Task instructions =
The copy should hold only the line containing "Identify the location of Slide" and the lines after it through the end of the material, each exact, with no pictures.

#####

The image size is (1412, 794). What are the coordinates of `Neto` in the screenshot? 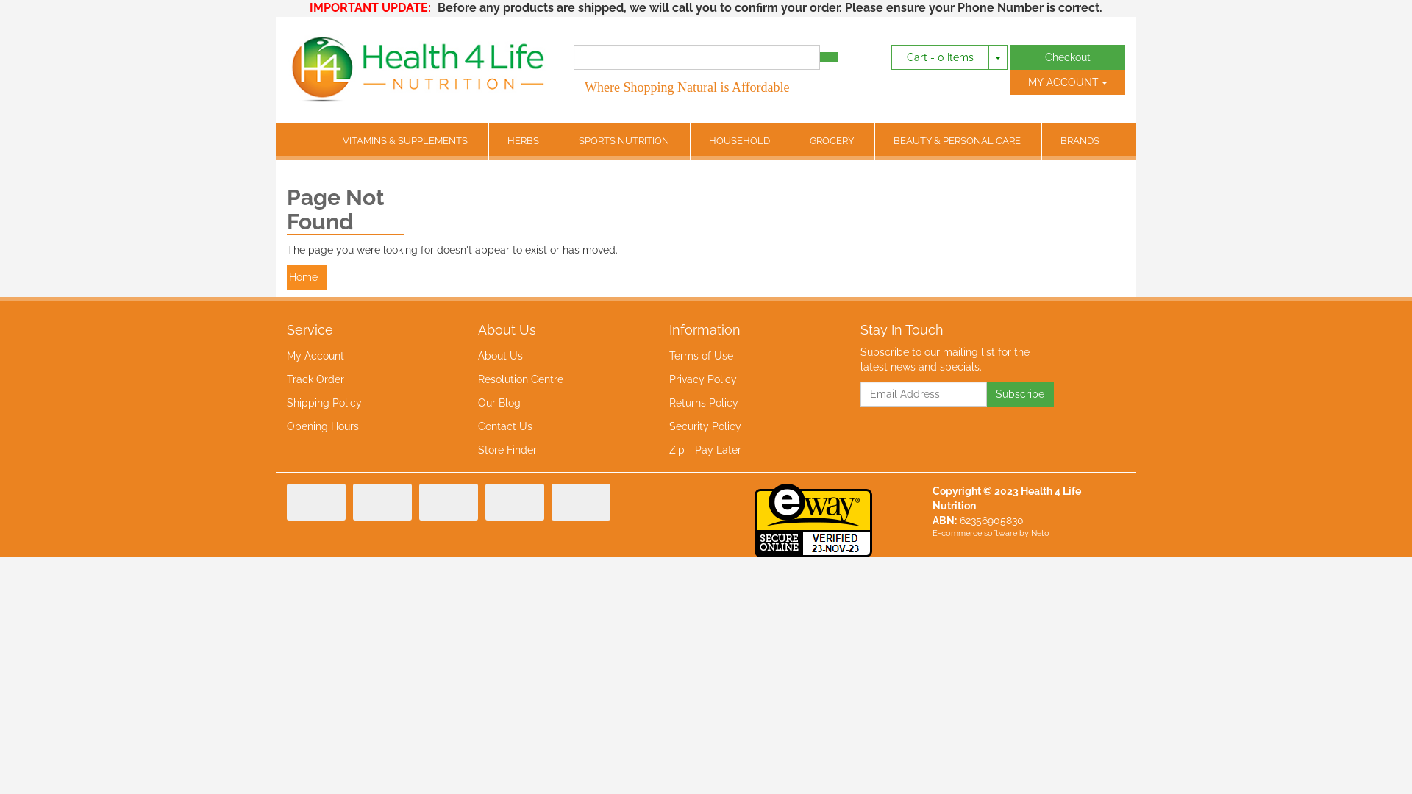 It's located at (1040, 534).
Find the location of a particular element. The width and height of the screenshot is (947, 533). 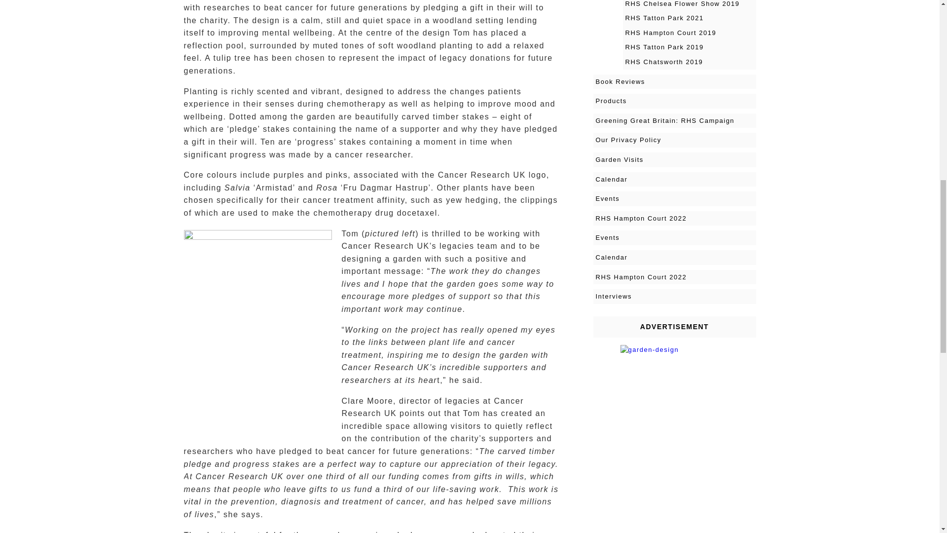

RHS Chatsworth 2019 is located at coordinates (689, 62).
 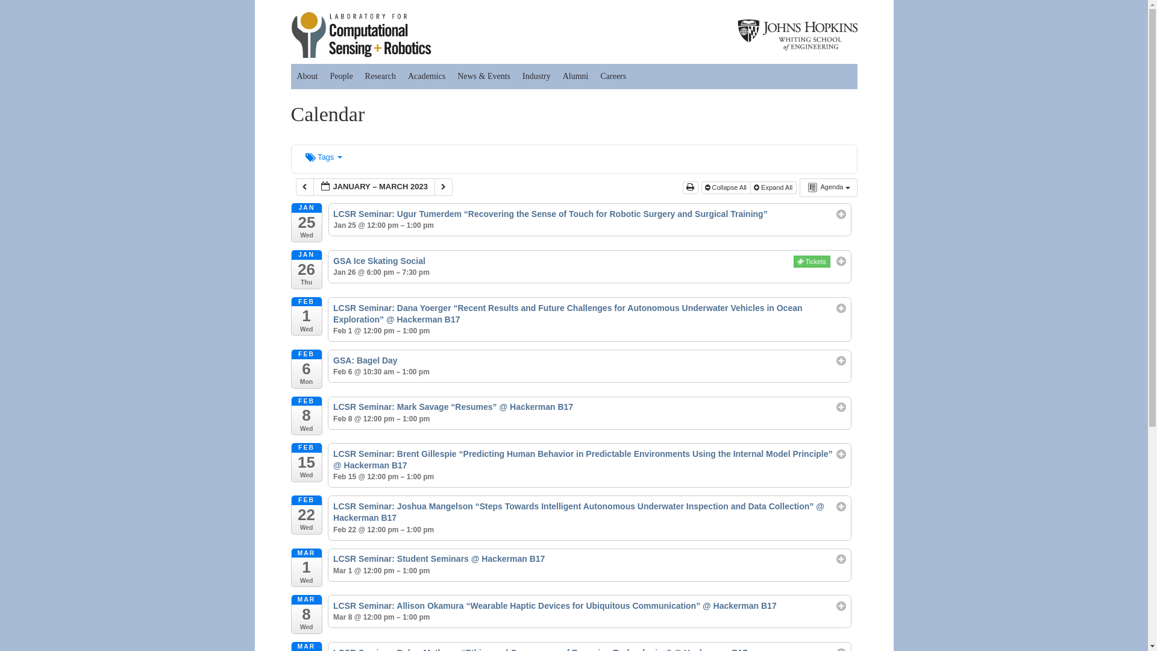 What do you see at coordinates (536, 76) in the screenshot?
I see `Industry` at bounding box center [536, 76].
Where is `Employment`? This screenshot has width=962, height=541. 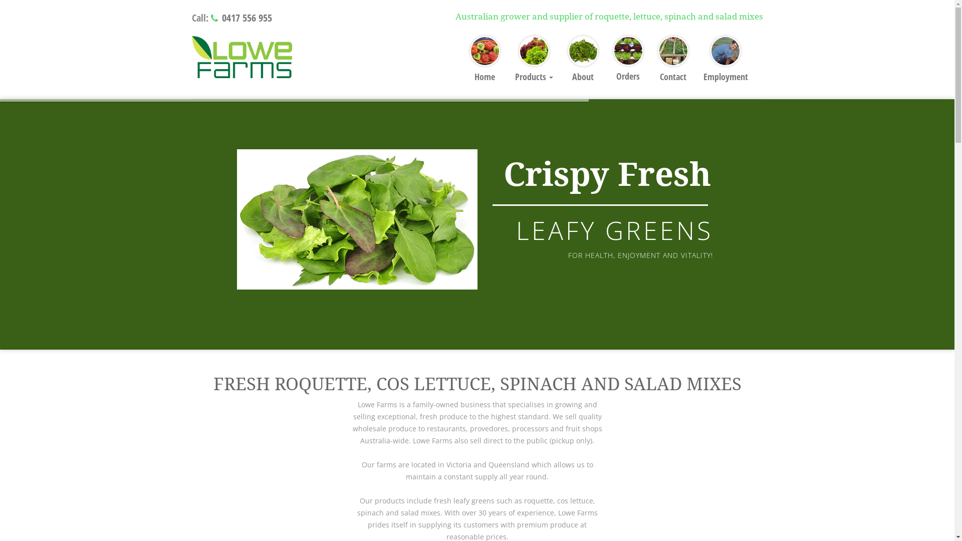
Employment is located at coordinates (725, 64).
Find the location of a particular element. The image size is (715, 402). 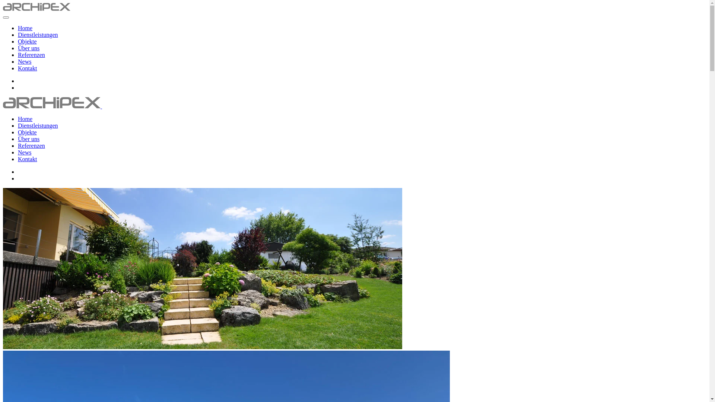

Kontakt is located at coordinates (28, 68).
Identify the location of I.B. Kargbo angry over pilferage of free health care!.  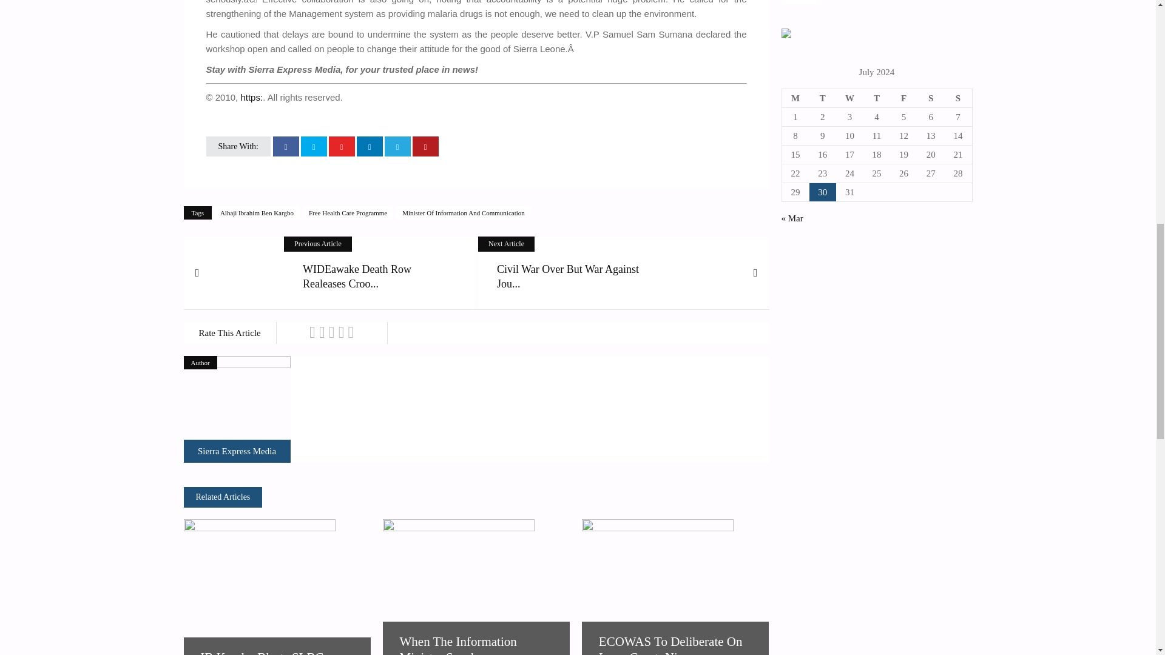
(237, 409).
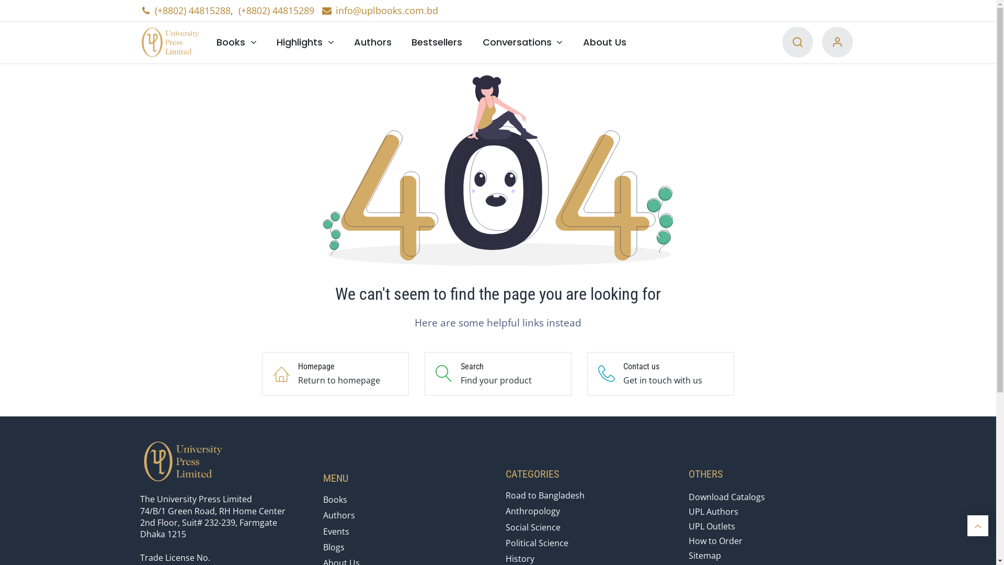 The image size is (1004, 565). What do you see at coordinates (174, 42) in the screenshot?
I see `The University Press Limited` at bounding box center [174, 42].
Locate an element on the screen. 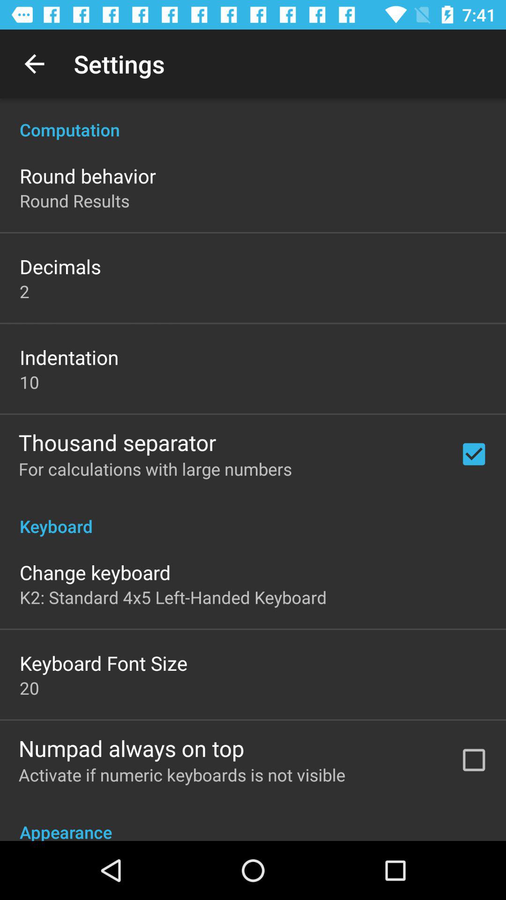 Image resolution: width=506 pixels, height=900 pixels. turn on the indentation icon is located at coordinates (69, 357).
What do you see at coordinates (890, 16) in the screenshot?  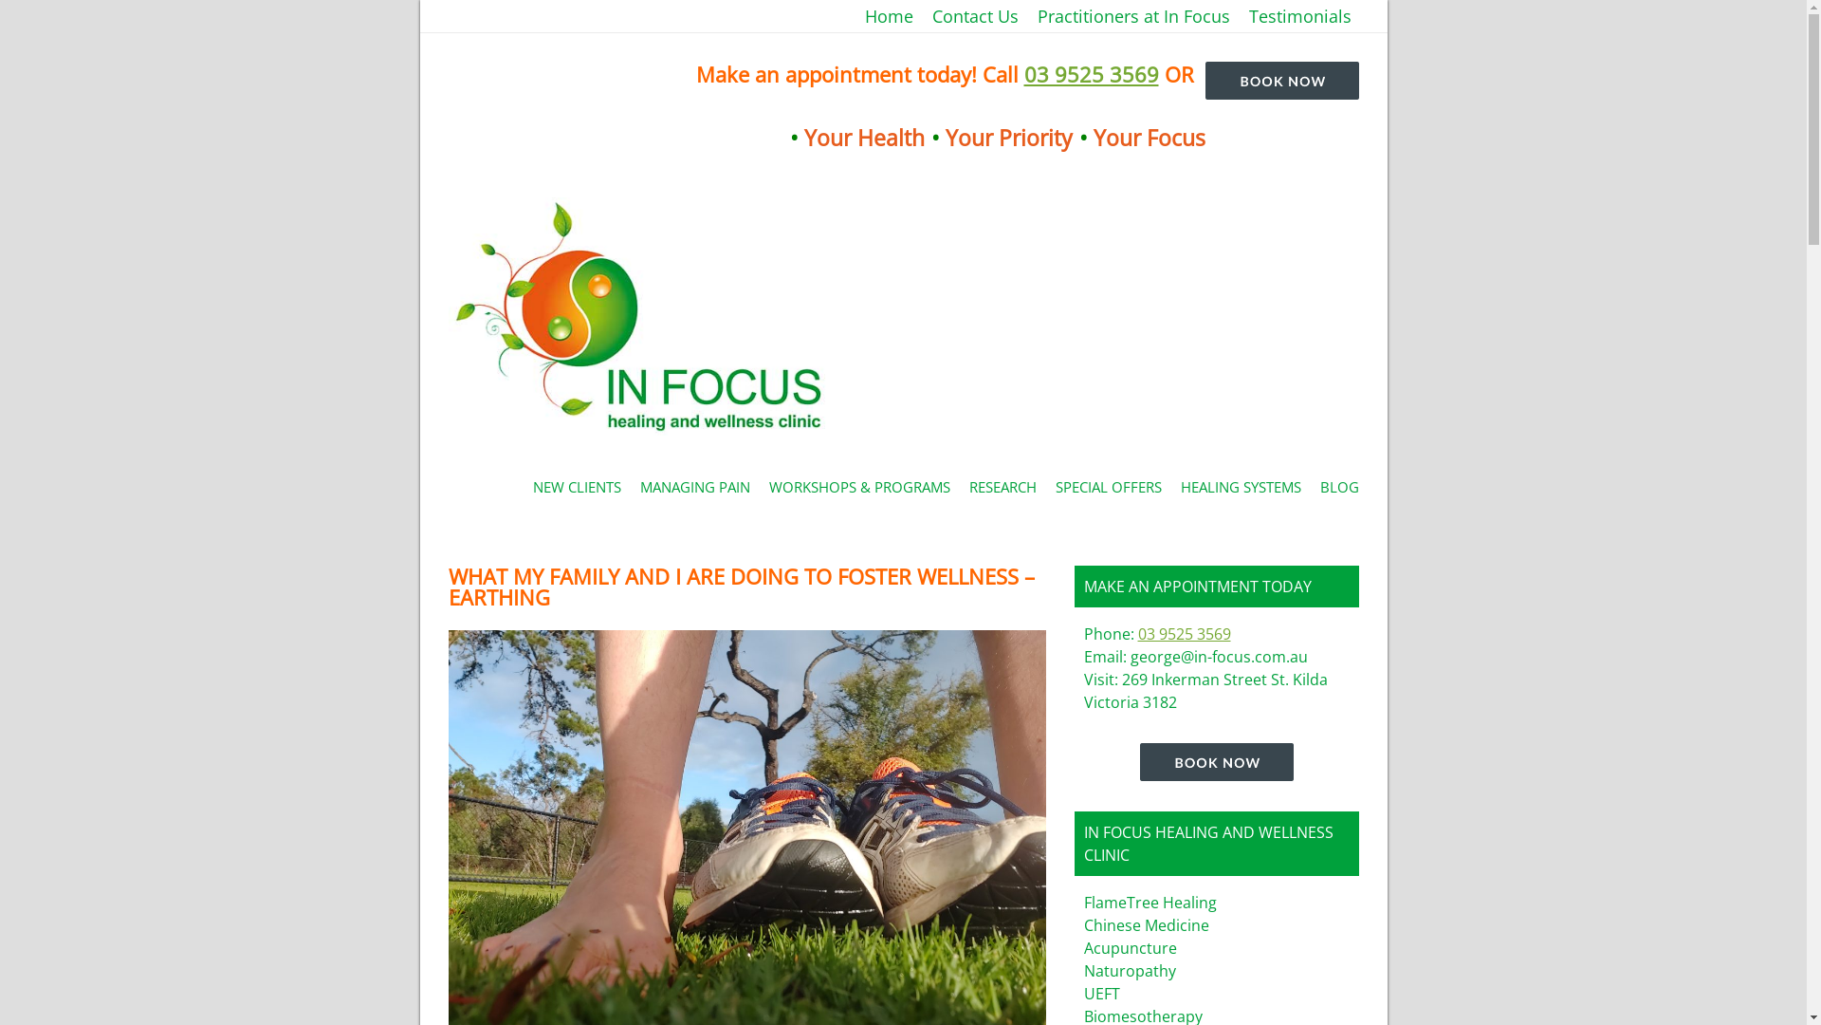 I see `Home` at bounding box center [890, 16].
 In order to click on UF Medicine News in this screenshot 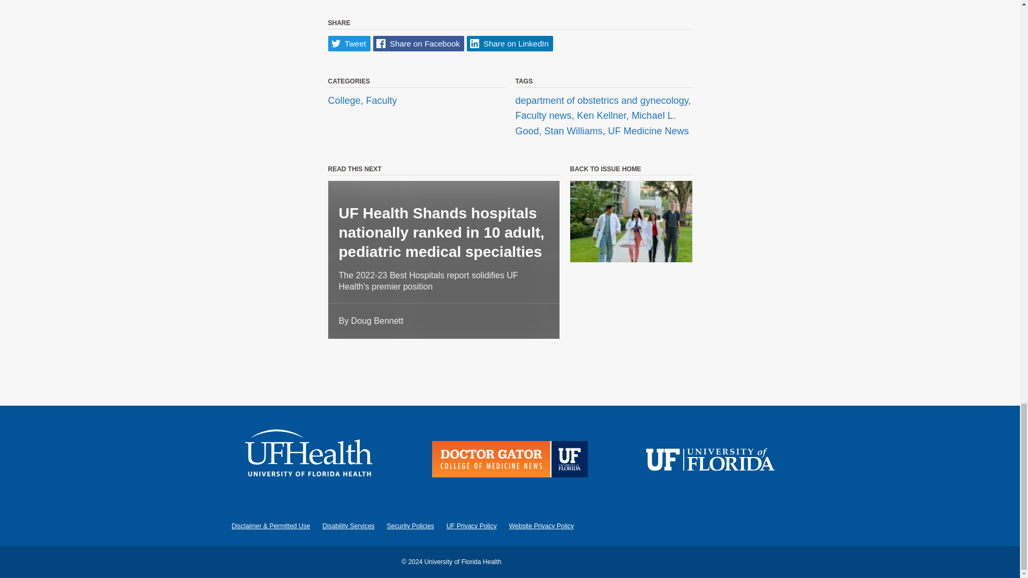, I will do `click(648, 131)`.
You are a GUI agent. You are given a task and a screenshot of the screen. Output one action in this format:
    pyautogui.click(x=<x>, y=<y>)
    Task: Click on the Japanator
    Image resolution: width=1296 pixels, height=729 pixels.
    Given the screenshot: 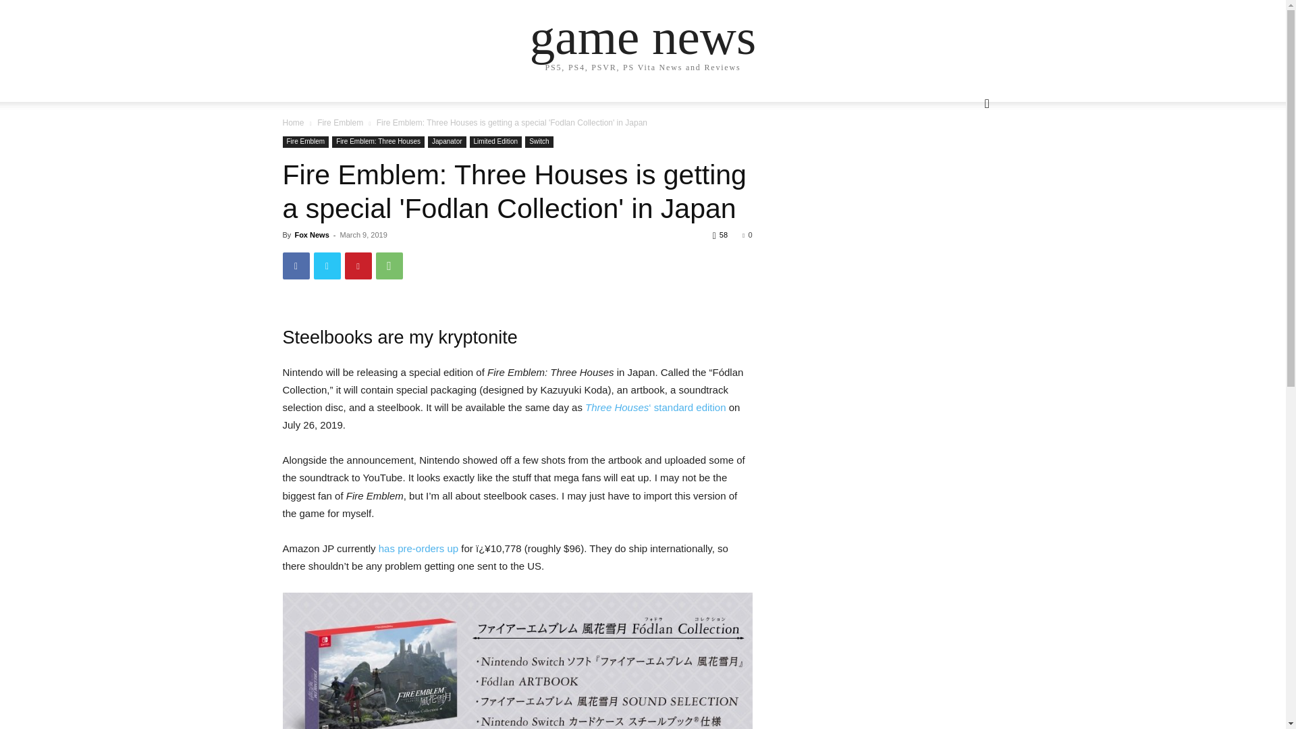 What is the action you would take?
    pyautogui.click(x=446, y=142)
    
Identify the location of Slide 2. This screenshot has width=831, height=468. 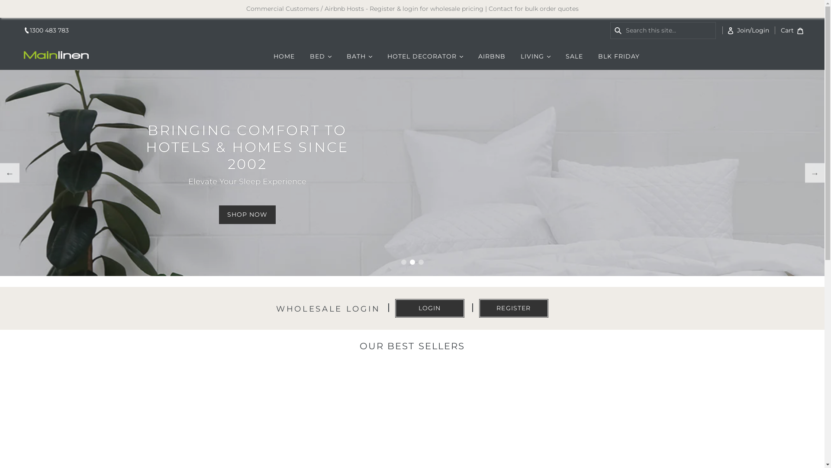
(412, 262).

#####

Reply =
Identify the location of Slide 2. This screenshot has width=831, height=468. 
(412, 262).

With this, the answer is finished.